The Washington PostDemocracy Dies in Darkness

Moco schools chief calls for three-year moratorium on standardized testing

Montgomery County Superintendent Joshua Starr said Monday that the country needs a three-year moratorium on standardized testing and needs to “stop the insanity” of  evaluating teachers according to student test scores because it is based on “bad science.” He also said that the best education reform the country has had is actually health-care reform.

Starr, who heads the  largest school system in Maryland and the 17th largest in the country, solidified his role as a prominent and thoughtful critic of federal education policy as he challenged major initiatives launched by the administration and the reform community. Speaking on a panel at a Washington Post Live education event, Starr said that the country’s education establishment is trying to do many things at once, specifically:

* Implement Race to the Top reforms that states promised to put in place in exchange for federal education dollars that the Obama administration gave out through a contest. Those reforms include expanding charter schools and evaluating teachers by using students standardized test scores to determine a teacher’s “value.”

* Implement waivers that the Obama administration gave to those states that agreed to implement Education Department-supported reforms in exchange for an exemption from onerous No Child Left Behind mandates.

* Implement Common Core State Standards and create new standardized assessments that align with them.

Starr said that states and school systems can’t do all of these things at once, and concluded, “We need a three-year moratorium on all standardized tests.”

He also said it was wrong to evaluate teachers based on the scores their students get on standardized tests because the method that is is based on “bad science.” He noted that he had previously worked in the New York City Department of Education, the nation’s largest school system, where was director of school performance and accountability. It became clear, he said, that the formulas used to assess a teacher’s value with the use of test scores had huge margins of error, as much as 55 points. While he said he is sure that President Obama and Education Secretary Arne Duncan have the best of intentions, they are wrong to embrace this assessment method. In Montgomery County, standardized test scores have no percentage weight in teacher evaluations.

In fact, he said that a good way to create assessments for Common Core-aligned curriculum would be to crowd-source the development and let teachers design them rather than have corporations do it. He criticized policies that help make public education
“a private commodity.”

Asked what he would do if he had the power to make one change to improve teaching, he said he would find more time for teachers to collaborate with each other. And he said that all of the emphasis on innovation in the classroom is well and good, but it doesn’t address the fact that 22 percent of the country’s children live in poverty and that the effects of that affect student achievement.

“Health care reform is the best education reform we’ve had in this country,” he said.

From Starr’s lips to President Obama’s ears.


Pictures are to be left out; every line from the one that holds "Describe the element at coordinates (334, 478)" to the end of the data is to be retyped exactly.

--- Records for this exercise Enclosed Below ---

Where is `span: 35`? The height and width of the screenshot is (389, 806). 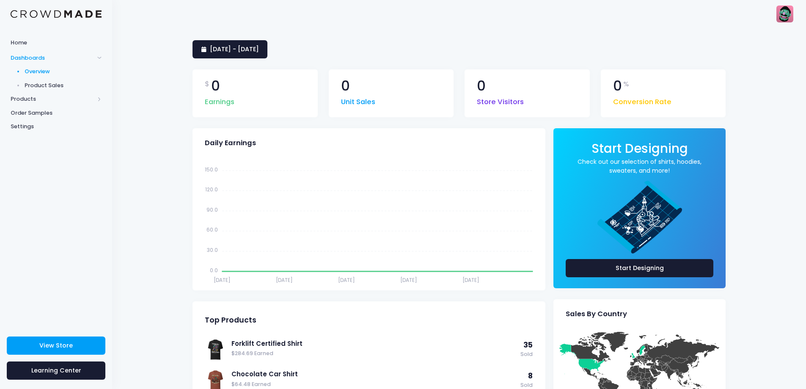 span: 35 is located at coordinates (528, 345).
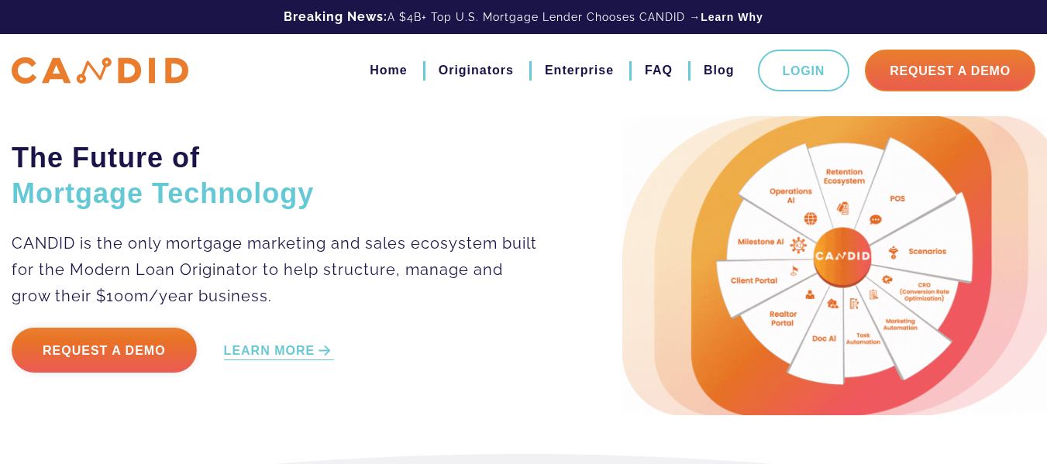 The image size is (1047, 464). Describe the element at coordinates (579, 71) in the screenshot. I see `a: Enterprise` at that location.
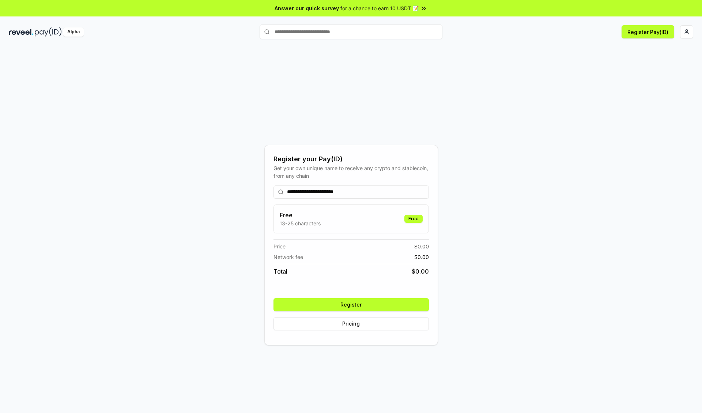 The image size is (702, 413). What do you see at coordinates (351, 305) in the screenshot?
I see `button: Register` at bounding box center [351, 305].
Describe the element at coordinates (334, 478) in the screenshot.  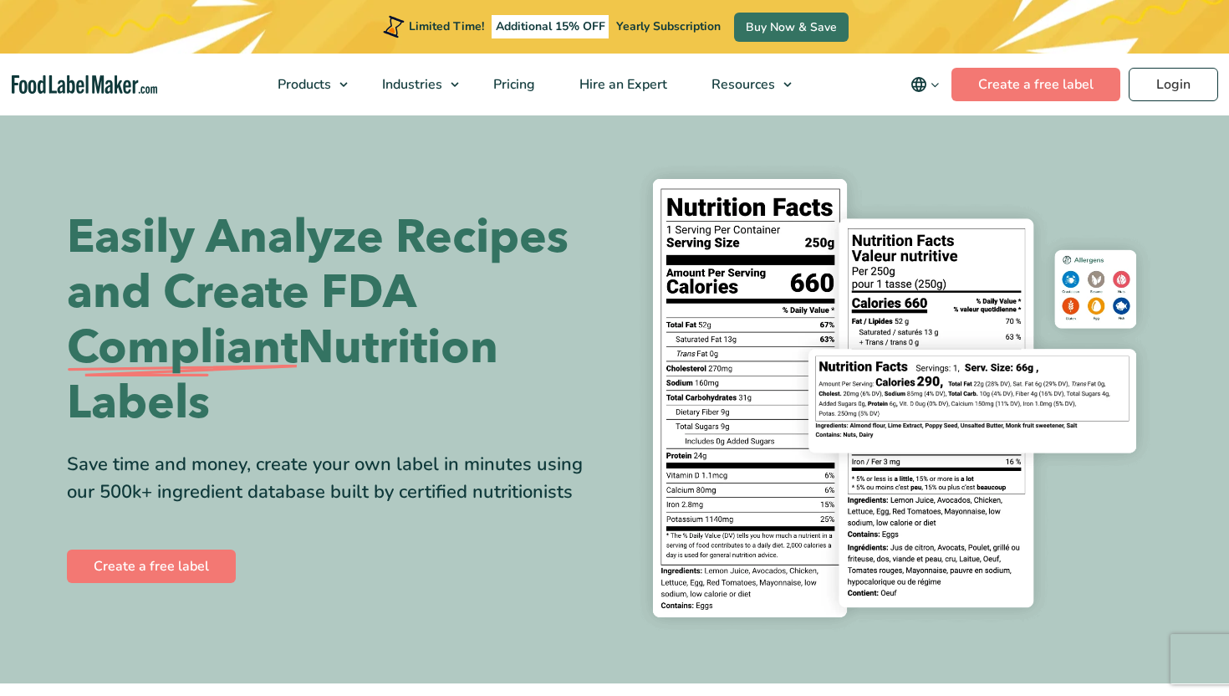
I see `div: Save time and money, create your own label in minutes using our 500k+ ingredient database built b...` at that location.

--- End of Enclosed Records for this exercise ---

:: Solution to this exercise ::
Describe the element at coordinates (334, 478) in the screenshot.  
I see `div: Save time and money, create your own label in minutes using our 500k+ ingredient database built b...` at that location.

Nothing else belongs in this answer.